Bill Gates is the richest person in the world today, but he isn't the richest person in American history. That honor goes to John D. Rockefeller, the late founder and largest shareholder of Standard Oil.

  • Gates is worth $79.5 billion right now.
  • Rockefeller was worth an estimated $253 billion (after adjusting for inflation) when he died in 1937.

The distance between these figures seems insurmountable. It took Gates 59 years to get $79.5 billion. How much longer will it take him to gather $173 billion more?

Actually, not as long as you might think.

Let's assume that Gates lives until the age of 90 -- which seems reasonable given that his still-living father is 89. Because this gives Gates 31 years to turn $79.5 billion into $253 billion, it means that his money needs to earn at least 3.8% on a compound annual basis.
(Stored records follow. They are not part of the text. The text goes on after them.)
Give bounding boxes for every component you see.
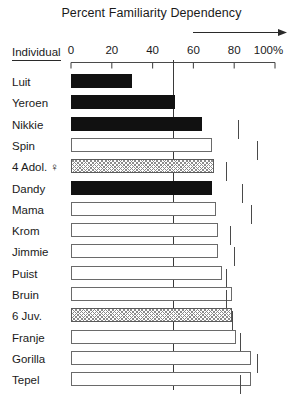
- bar-row: Mama: [0, 200, 303, 221]
- bar-category-label: Yeroen: [12, 97, 48, 110]
- bar-row: Yeroen: [0, 93, 303, 114]
- x-tick-label-60: 60: [187, 44, 200, 56]
- bar-category-label: Puist: [12, 268, 38, 281]
- bar-row: Franje: [0, 328, 303, 349]
- bar-category-label: Franje: [12, 332, 45, 345]
- bar-row: Luit: [0, 72, 303, 93]
- x-axis-line: [0, 60, 303, 72]
- bar-franje: [71, 330, 236, 344]
- bar-dandy: [71, 181, 212, 195]
- bar-krom: [71, 223, 218, 237]
- bar-category-label: Jimmie: [12, 246, 48, 259]
- direction-arrow-icon: [193, 28, 287, 37]
- bar-category-label: Dandy: [12, 183, 45, 196]
- percent-familiarity-dependency-chart: Percent Familiarity Dependency Individua…: [0, 0, 303, 415]
- range-tick-mark: [240, 375, 241, 394]
- x-tick-label-0: 0: [68, 44, 74, 56]
- bar-category-label: Bruin: [12, 289, 39, 302]
- bar-tepel: [71, 372, 251, 386]
- bar-mama: [71, 202, 216, 216]
- bar-row: Bruin: [0, 285, 303, 306]
- x-axis-tick-labels: 020406080100%: [0, 44, 303, 60]
- bar-category-label: Mama: [12, 204, 44, 217]
- bar-bruin: [71, 287, 232, 301]
- bar-category-label: Nikkie: [12, 119, 43, 132]
- bar-category-label: Luit: [12, 76, 31, 89]
- bar-jimmie: [71, 244, 218, 258]
- chart-title: Percent Familiarity Dependency: [0, 6, 303, 20]
- bar-category-label: Krom: [12, 225, 39, 238]
- x-tick-label-100: 100%: [254, 44, 283, 56]
- bar-row: Jimmie: [0, 242, 303, 263]
- bar-yeroen: [71, 95, 175, 109]
- bar-row: Nikkie: [0, 115, 303, 136]
- bar-category-label: Tepel: [12, 374, 40, 387]
- x-tick-label-40: 40: [146, 44, 159, 56]
- bar-category-label: 6 Juv.: [12, 310, 42, 323]
- bar-category-label: Spin: [12, 140, 35, 153]
- x-tick-label-80: 80: [228, 44, 241, 56]
- bar-puist: [71, 266, 222, 280]
- x-tick-label-20: 20: [105, 44, 118, 56]
- bar-row: 4 Adol. ♀: [0, 157, 303, 178]
- bar-4-adol: [71, 159, 214, 173]
- bar-row: Tepel: [0, 370, 303, 391]
- bar-row: Gorilla: [0, 349, 303, 370]
- bar-spin: [71, 138, 212, 152]
- bar-gorilla: [71, 351, 251, 365]
- bar-row: Dandy: [0, 179, 303, 200]
- bar-luit: [71, 74, 132, 88]
- plot-area: LuitYeroenNikkieSpin4 Adol. ♀DandyMamaKr…: [0, 72, 303, 408]
- bar-row: 6 Juv.: [0, 306, 303, 327]
- bar-row: Spin: [0, 136, 303, 157]
- bar-6-juv: [71, 308, 232, 322]
- bar-category-label: 4 Adol. ♀: [12, 161, 59, 174]
- bar-row: Puist: [0, 264, 303, 285]
- bar-nikkie: [71, 117, 202, 131]
- bar-category-label: Gorilla: [12, 353, 45, 366]
- bar-row: Krom: [0, 221, 303, 242]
For context, over the past 31 years, the S&P 500 increased at a compound annual rate of 8.3%. If Gates' wealth compounded at that rate over the next 31 years, he would be worth $936 billion.
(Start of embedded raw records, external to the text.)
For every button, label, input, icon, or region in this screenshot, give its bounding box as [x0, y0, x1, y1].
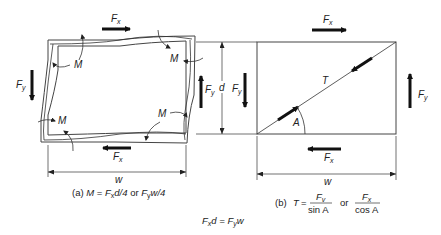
moment-arrow-left-top — [53, 63, 70, 67]
moment-arrow-top-right — [158, 30, 170, 48]
fx-label-bottom-b: Fx — [324, 152, 334, 164]
fy-label-right-b: Fy — [418, 89, 428, 102]
fy-label-left-b: Fy — [232, 83, 242, 96]
caption-b-prefix: (b) — [275, 197, 287, 208]
depth-label: d — [219, 82, 225, 93]
fy-label-left-a: Fy — [16, 79, 26, 92]
fy-label-right-a: Fy — [205, 84, 215, 97]
moment-label-top-right: M — [170, 53, 179, 64]
width-label-b: w — [324, 176, 332, 187]
tension-label: T — [322, 75, 329, 86]
caption-a: (a) M = Fxd/4 or Fyw/4 — [72, 187, 165, 200]
deflected-column-right — [184, 40, 191, 140]
caption-b-den1: sin A — [308, 204, 329, 215]
moment-arrow-top-left — [79, 35, 83, 60]
angle-label: A — [292, 117, 300, 128]
fx-label-bottom-a: Fx — [113, 151, 123, 163]
caption-b: (b) T = Fv sin A or Fx cos A — [275, 191, 380, 215]
caption-b-num2: Fx — [362, 191, 372, 203]
caption-b-or: or — [340, 197, 348, 208]
moment-label-bottom-left: M — [58, 115, 67, 126]
fx-label-top-b: Fx — [323, 14, 333, 26]
frame-shear-diagram: M M M M Fx Fx Fy Fy w (a) M = Fxd/4 or F… — [0, 0, 441, 235]
caption-b-den2: cos A — [355, 204, 379, 215]
frame-inner-outline — [48, 41, 186, 135]
width-label-a: w — [115, 174, 123, 185]
fx-label-top-a: Fx — [111, 13, 121, 25]
moment-label-top-left: M — [74, 59, 83, 70]
equilibrium-equation: Fxd = Fyw — [202, 215, 245, 228]
caption-b-eq: = — [301, 197, 307, 208]
tension-arrow-upper — [352, 58, 372, 71]
moment-label-bottom-right: M — [158, 108, 167, 119]
diagonal-tie — [257, 42, 396, 134]
caption-b-num1: Fv — [316, 191, 326, 203]
figure-a-forces: Fx Fx Fy Fy — [16, 13, 215, 163]
moment-arrow-right-top — [184, 58, 203, 62]
moment-arrow-bottom-right — [146, 122, 160, 140]
caption-b-t: T — [293, 197, 300, 208]
figure-b-truss-panel: T A Fx Fx Fy Fy — [232, 14, 428, 164]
Bill and Melinda Gates. Source: Wikimedia Commons.

That figure is astounding, but not because of how big it is. It's astounding because of what it says about Gates' ownership interest in Microsoft (MSFT -3.24%).

John D. Rockefeller made his fortune in energy, one of the fundamental predicates of economic growth. His company, Standard Oil, once controlled 90% of American refining capacity. When the Supreme Court declared it an illegal monopoly in 1911, it split Standard Oil into dozens of separate companies, the biggest of which are ExxonMobil, Chevron, and Amoco.
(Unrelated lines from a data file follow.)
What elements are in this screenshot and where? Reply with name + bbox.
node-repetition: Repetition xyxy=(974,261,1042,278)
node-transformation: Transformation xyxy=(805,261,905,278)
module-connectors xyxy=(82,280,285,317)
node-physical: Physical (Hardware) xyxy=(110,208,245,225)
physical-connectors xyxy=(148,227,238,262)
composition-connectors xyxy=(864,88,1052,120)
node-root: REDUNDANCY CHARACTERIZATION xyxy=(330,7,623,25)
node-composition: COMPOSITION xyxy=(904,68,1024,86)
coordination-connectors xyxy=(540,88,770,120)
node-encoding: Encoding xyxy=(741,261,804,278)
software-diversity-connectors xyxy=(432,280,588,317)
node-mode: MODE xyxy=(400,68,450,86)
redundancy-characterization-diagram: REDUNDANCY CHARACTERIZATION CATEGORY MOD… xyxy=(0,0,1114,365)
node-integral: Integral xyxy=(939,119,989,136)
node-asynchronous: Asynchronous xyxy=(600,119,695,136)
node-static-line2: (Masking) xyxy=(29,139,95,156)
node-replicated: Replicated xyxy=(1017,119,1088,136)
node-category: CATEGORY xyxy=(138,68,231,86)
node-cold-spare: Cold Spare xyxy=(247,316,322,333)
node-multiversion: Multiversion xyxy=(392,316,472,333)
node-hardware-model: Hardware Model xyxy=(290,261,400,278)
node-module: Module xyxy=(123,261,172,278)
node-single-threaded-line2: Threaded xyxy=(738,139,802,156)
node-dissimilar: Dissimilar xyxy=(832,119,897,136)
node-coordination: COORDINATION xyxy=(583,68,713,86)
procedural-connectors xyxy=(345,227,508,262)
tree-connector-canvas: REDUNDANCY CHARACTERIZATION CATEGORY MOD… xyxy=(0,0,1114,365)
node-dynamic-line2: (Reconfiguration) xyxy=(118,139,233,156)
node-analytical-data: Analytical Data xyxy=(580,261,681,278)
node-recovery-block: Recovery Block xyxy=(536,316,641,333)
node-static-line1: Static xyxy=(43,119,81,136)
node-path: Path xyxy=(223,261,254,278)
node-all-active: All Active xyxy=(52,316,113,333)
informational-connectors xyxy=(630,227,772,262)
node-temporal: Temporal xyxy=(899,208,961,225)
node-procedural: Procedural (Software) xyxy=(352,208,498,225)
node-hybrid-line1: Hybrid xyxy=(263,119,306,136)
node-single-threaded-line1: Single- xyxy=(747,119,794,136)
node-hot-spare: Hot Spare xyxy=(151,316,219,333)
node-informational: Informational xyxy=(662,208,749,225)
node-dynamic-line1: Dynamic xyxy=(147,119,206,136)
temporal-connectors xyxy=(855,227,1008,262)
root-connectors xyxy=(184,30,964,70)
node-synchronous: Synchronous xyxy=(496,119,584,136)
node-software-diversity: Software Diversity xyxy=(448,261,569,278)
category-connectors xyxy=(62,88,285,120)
These three companies alone have a combined market cap of roughly $500 billion, of which Rockefeller was once the biggest shareholder. On top of that, throughout his life, he invested vast sums in other industries, such as railroads, banking, and mining. Many of these investments would have increased many times over in value by the end of Rockefeller's life.

When John D. Rockfeller died, he was the richest American of all time, worth an estimated $253 billion in today's dollars.

Furthermore, Rockefeller lived during the Gilded Age. The age of the great American fortunes. The time between the Civil War and the early 1900s, when the United States went through its own industrial revolution, attracted tens of millions of immigrants, and expanded at a "breakneck pace."

Here's how one of Cornelius Vanderbilt's descendants described the period in Fortune's Children: The Fall of the House of Vanderbilt:

Imagine waking up one morning to learn you had won the lottery. You are informed that the jackpot is $10 billion. You, the sole winner, have become the richest person in the world! The lottery officials tell you that you will receive all of the prize money in one lump sum, tax free, that morning. As a condition of receiving the money, you must never give it away to charity.

A close approximation of this unlikely event occurred an astonishing number of times during the Gilded Age, that heady time from the end of the Civil War to the turn of the century, the height of the Industrial Revolution in the United States, when great fortunes were made and spent overnight in a way that had never been see before and will probably never be seen again.

Indeed, with the exception of John Jacob Astor, America's first millionaire who earned his fortune trading furs and owning New York real estate in the decades after the United States gained independence, four of the five richest Americans in history seeded or multiplied their fortunes during the Gilded Age.

That more than a century has since passed without anyone amassing a rival fortune goes to show how unique this period was. Moreover, that a software developer seems best positioned to do so today, speaks volumes about both the profitability of Microsoft, the extraordinary demand for its products, and Gates' once substantial ownership interest in the company.

While Rockefeller was the largest shareholder in Standard Oil, his original allotment of shares amounted to only 27% of the company. Meanwhile, even after selling off bits and pieces of his stake in Microsoft, Gates still held onto 45% of the company following its 1986 initial public offering.

When you couple this with the rapid economic and population growth in the intervening century, it begins to make sense why Gates seems to have a shot at supplanting Rockefeller as the richest American in history.